Title Page History Scope and Content
Notes on Arrangement Inventory Administrative Information
 
Ralph E. Wahl Photographs and Papers

History

Ralph Wahl, ca. 1935. Image from unpublished and published works file, Ralph E. Wahl Collection, CPNWS.The Ralph E. Wahl Photographs and Papers chronicle several decades of fishing excursions taken by Wahl and his fishing compatriots throughout the Pacific Northwest in the early and mid twentieth century.  These excursions are beautifully documented and reflected through the eye of Wahl’s camera. 

Ralph Wahl, born in 1906, was the son of Joseph and Anna Wahl.  The Wahl family owned and operated J.B. Wahl department store and the Grand Theatre in Bellingham, Washington.   When his father died in 1937,  Ralph assumed management of  the department store and pursued this career until his retirement in 1971.  However, his real passion was for fishing and photography, activities that had interested  him since his youth.  He had, in fact, always considered himself a fisherman/photographer with a business, as opposed to a businessman with hobbies.

Ralph Wahl’s early photographs (1920-35) focus on the town of Bellingham, as well as local rural scenes throughout Whatcom  and Skagit counties, including Squalicum and Friday Creeks, the Samish River, and the surrounding foothills.  In addition, he documented several hiking, camping and touring excursions in lowland Puget Sound and SW British Columbia.   It was also during this period that Wahl discovered his fabled Shangri-La Pool below the estuary of the Skagit River near Lyman, Washington.   It was at this site that he developed his great passion for angling after giant Steelhead.  The “secret pool” yielded 45 years worth of fishing pleasure and culminated in Wahl’s memoir One Man’s Steelhead Shangri-La (1989). 

Wahl traveled throughout the Western United States, British Columbia and Alaska and documented these excursions through photography.   He was accompanied by groups of avid fly fishermen including Enos Bradner, Howard Gray, Gordon Frear, and his life-long fishing partner Les Townley.   These group trips included the 1952 Alaska excursion which centered around the Arolic River and the Brooks River and Falls, the 1953 Ketchikan, Alaska trip with highlights at Orchard Falls and Orchard River, the beloved September 1955 and 1956 trips to the Kispiox River, British Columbia, as well as numerous journeys to the lakes and rivers of Montana and Eastern Washington.  Fish sought after, caught, and typically released were the Steelhead, Sea-run Cutthroat, Salmon, Shee Fish, and Kamloops, among others. 

Many of Ralph Wahl’s images were published in magazines such as Field and Stream, Argosy Magazine, The Flyfisher, and the Fourth Corner Fly Fisher’s journal, Random Casts.  There is also documentation suggesting that he was published in Sports Illustrated in the 1950’s and 1960’s.  In 1971 many of  Mr.

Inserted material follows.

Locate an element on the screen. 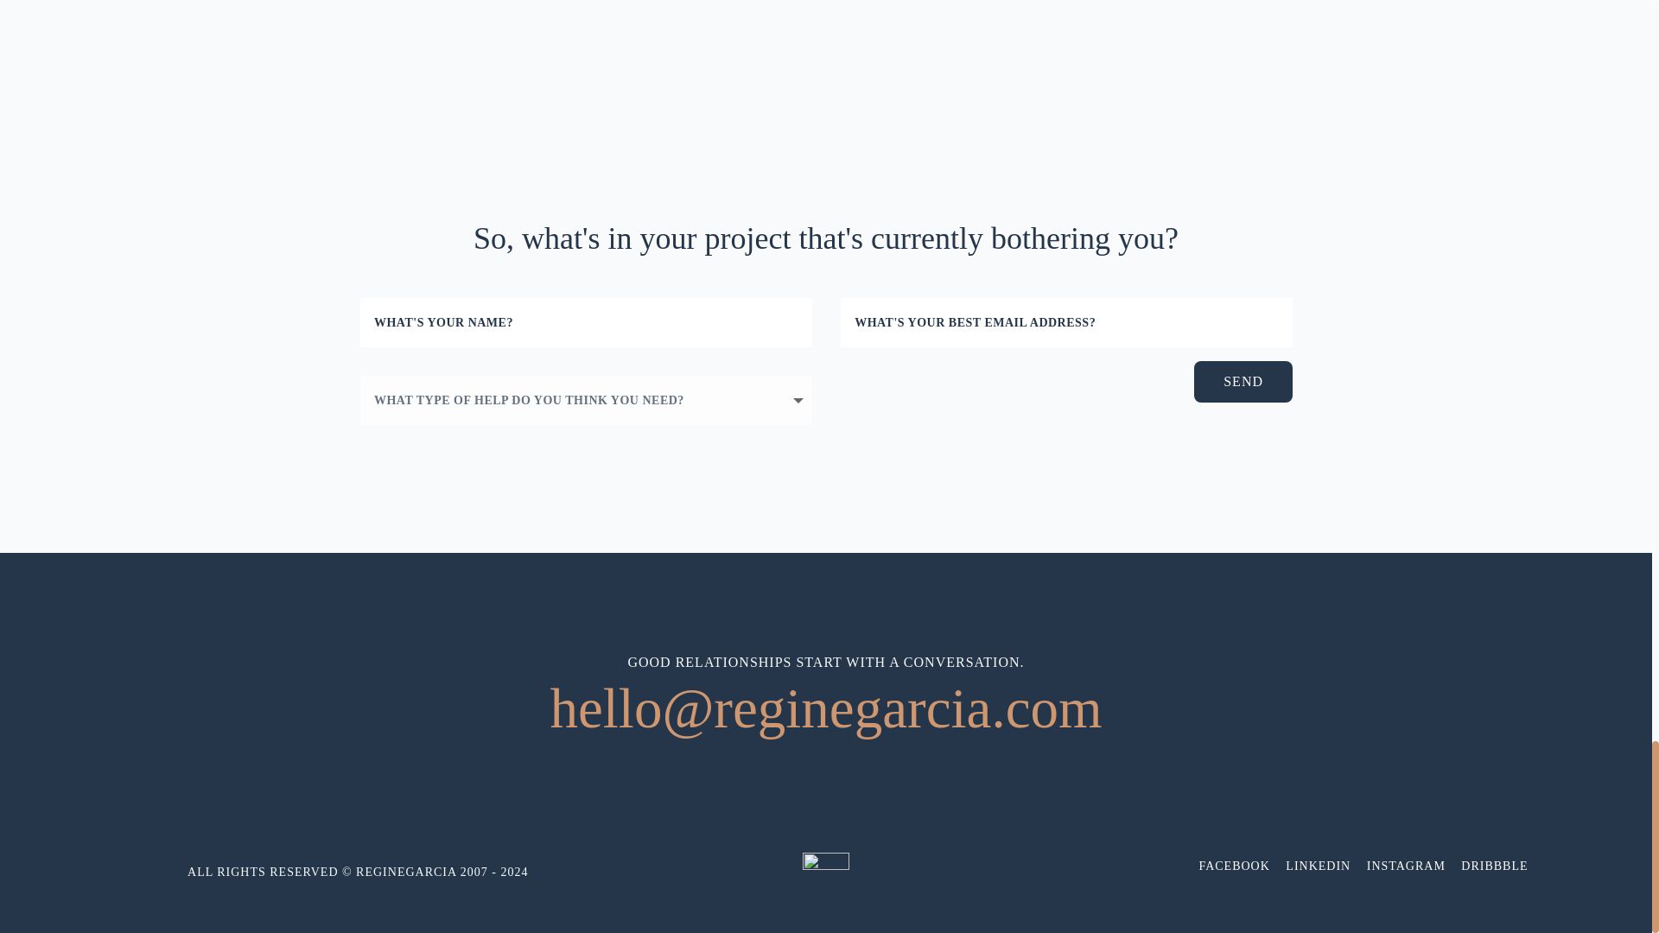 The height and width of the screenshot is (933, 1659). LINKEDIN is located at coordinates (1317, 866).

Wahl’s images were published alongside the writings of his friend Roderick Haig-Brown for the book Come Wade the River.  For this achievement he was recognized at the 1972 Governor’s Writers Day by then Governor Daniel Evans.

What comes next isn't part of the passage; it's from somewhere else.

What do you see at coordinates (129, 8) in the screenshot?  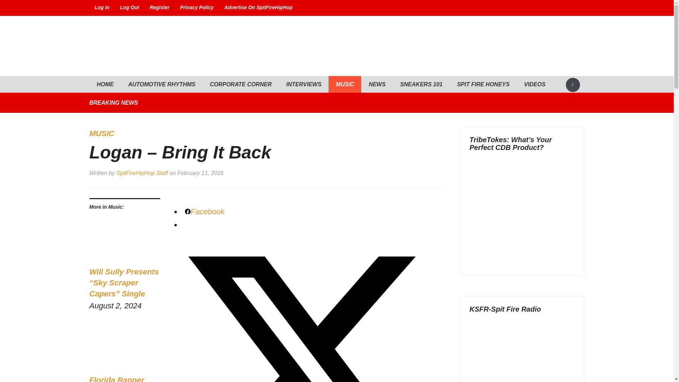 I see `Log Out` at bounding box center [129, 8].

Ralph Wahl also enjoyed a long association with a number of groups including the Federation of Fly Fishers, the Fly Fisher Foundation (of which he was a Director), the Washington Fly Fishers Club, the Fly Fishers Club of Oregon, the Northwest Outdoor Writers Association and the Outdoor Writers Association of America.  He was also a strong supporter of the burgeoning American Museum of Fly Fishing in Vermont and the Fly Fishing Museum in Florence, Oregon.

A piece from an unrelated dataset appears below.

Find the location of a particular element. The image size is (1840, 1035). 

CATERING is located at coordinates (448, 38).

Ralph Wahl was as devoted to photography as he was to fly fishing and he spent a good deal of time experimenting with a variety of development processes as well as exploring different film and camera types.  A portion of this collection also reflects his love of the outdoors and is devoted to landscape shots as well as nature studies.  Ralph Wahl died in June 1996 at the age of 90.